An honest look at what ceramic coating genuinely does for your paint in the Algarve, and where it stops and PPF begins.
A ceramic coating is one of the most misunderstood products in car care. Part of that is marketing, and part of it is that the word covers a wide range of things, from a genuine professional coating to a cheap wax sold under a borrowed name. So it is worth being precise about what a real ceramic coating actually does to your paint, and, just as importantly, what it does not.
At its core, a ceramic coating is a micron-thin layer of liquid glass that bonds chemically to the clear coat and cures into a hard, transparent film. It is measured in microns, which means it is thinner than a sheet of paper. What that thin layer gives you is a very smooth, low-energy surface. Water beads and runs off instead of sitting on the paint, dust and road grime struggle to key in, and the paint keeps a deep, wet-looking gloss for years rather than months. Because the surface is slick, washing becomes faster and less abrasive, which over time is one of the quieter but real benefits: most swirl marks come from washing, so a car that washes more easily tends to stay cleaner-looking for longer.

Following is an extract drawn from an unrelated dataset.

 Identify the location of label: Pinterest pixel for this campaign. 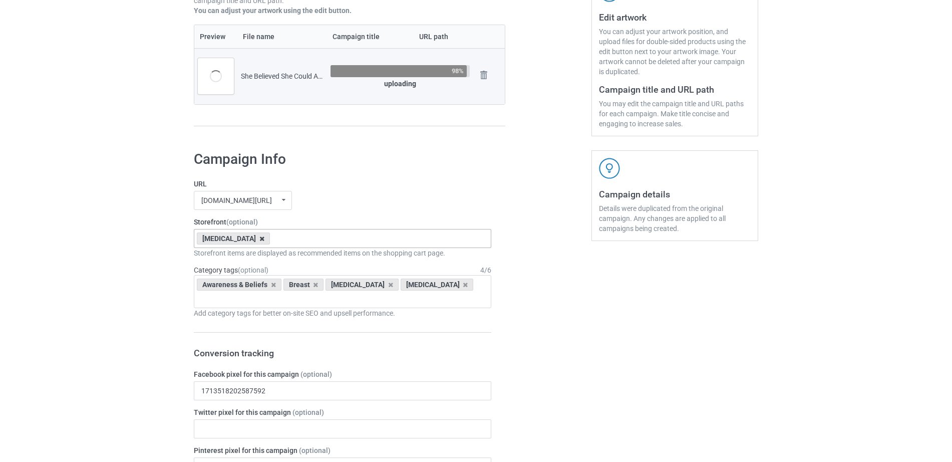
(342, 450).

In the Algarve, these properties earn their keep. The summer sun and constant UV are hard on unprotected clear coats and can dull them prematurely, and a good coating adds a sacrificial, UV-stable barrier that slows oxidation. When the Calima blows Saharan dust across the coast, that fine grit clings to everything, and a hydrophobic, slick surface lets it rinse away far more easily than bare paint. Coastal salt and sea air are corrosive and leave a film on cars parked near the water; a coating does not make the paint immune, but it gives you a sealed surface that releases contamination rather than letting it bake on between washes. For a villa or second-home owner whose car sits for weeks, that easier recovery after time outdoors is often the whole point.

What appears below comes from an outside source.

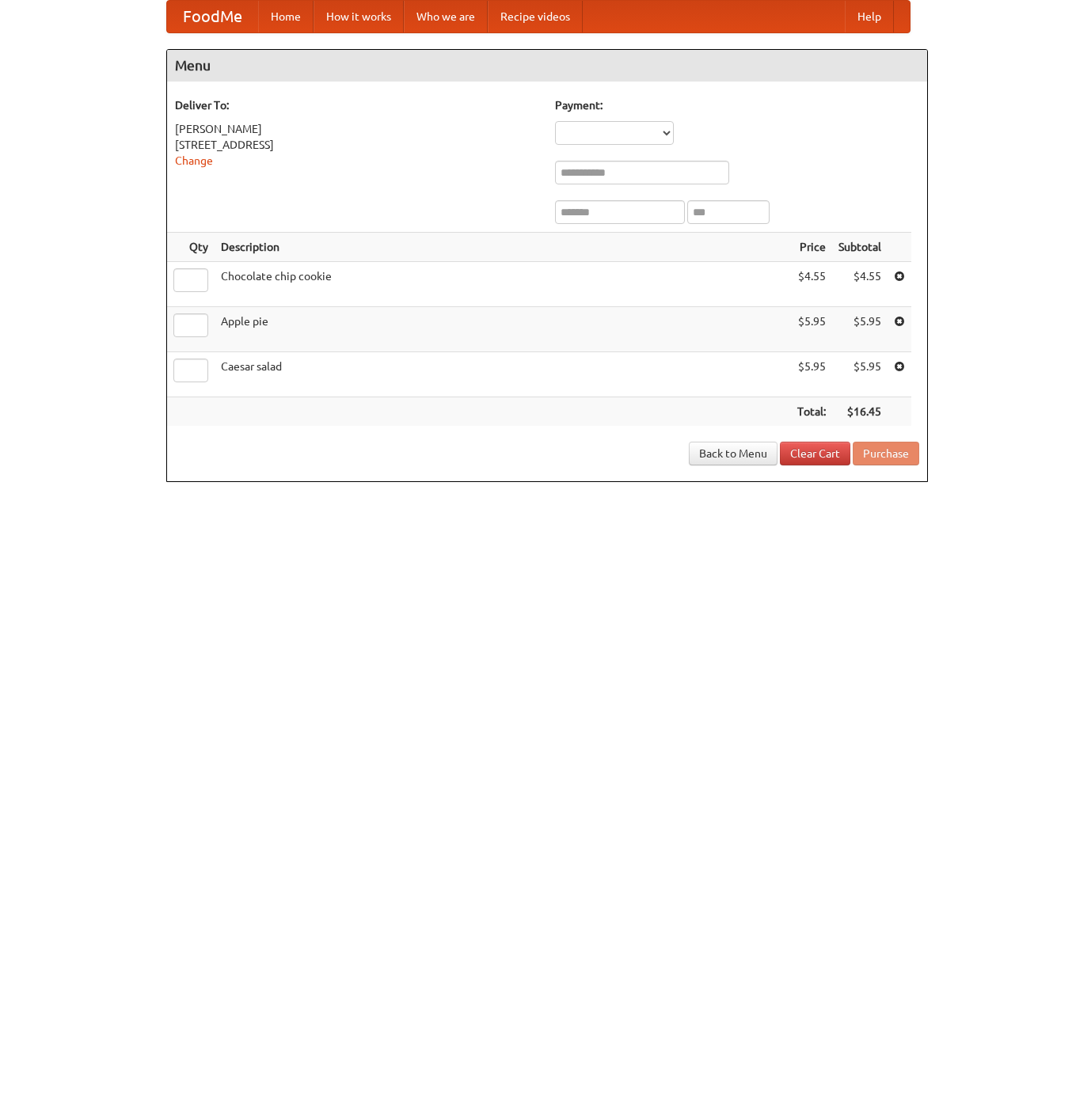 Image resolution: width=1076 pixels, height=1120 pixels. What do you see at coordinates (446, 16) in the screenshot?
I see `a: Who we are` at bounding box center [446, 16].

Here is the honest limit, and it is the one that matters most. A ceramic coating is a gloss and cleanliness layer, not armour. It is far too thin to stop a stone chip, and it will not prevent the scuffs, scratches and rock damage that come from real driving on real roads. It does not fill deep scratches, it does not correct paint that is already swirled, and it does not turn a neglected finish into a new one. Any correction has to be done first, on the paint itself, before the coating goes on, because the coating locks in whatever condition the paint is in on the day.

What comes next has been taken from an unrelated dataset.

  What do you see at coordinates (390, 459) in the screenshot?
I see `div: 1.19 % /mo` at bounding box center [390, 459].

That is exactly where paint protection film is a different tool for a different job. PPF is a thick, self-healing urethane film that physically absorbs impacts and takes the stone chips your paint otherwise would. It is chip protection in a way a coating can never be, which is why the two are not rivals. A great many cars are best served by both: film on the high-impact areas that take the punishment, such as the bumper, bonnet and mirrors, or full-body film on cars that deserve it, and a ceramic coating over the top and across the rest of the car for the easy-clean gloss. They solve different problems, and choosing between them, or combining them, depends on the car and how it is used, not on which one sounds more impressive.
It is also worth knowing what separates a real coating from the thing being sold as one. A professional ceramic package is not simply a bottle wiped over the panels. It is decontamination, paint correction where needed, careful preparation and a controlled cure, and the coating itself is only the final step. That is why a genuine ceramic sits in a different price bracket entirely, and why an unusually cheap coating is almost always a wax pretending to be more than it is. It will look similar for a few weeks and then behave like a wax, because that is what it is.
Finally, a coating is a starting point, not a set-and-forget guarantee. Its performance is kept alive by proper aftercare, correct washing and periodic maintenance, not by a big warranty number on paper. Cared for that way, it is a genuinely worthwhile upgrade. What it should never be is sold to you as something it is not. We look at the car in person, tell you honestly whether coating, film, or both is the right answer, and give you a fixed price for that car rather than a blind quote over a photo.
How Saharan dust, coastal salt and Algarve sun actually damage paint, and where a ceramic coating genuinely helps against the day-to-day grind.
A practical look at how JustCars collects and returns cars across Vale do Lobo, Quinta do Lago, Vilamoura and Almancil, and where the honest limits lie.
How coastal salt, sun and Calima dust age car paint in the Algarve, and the honest maintenance and protection choices that slow it down.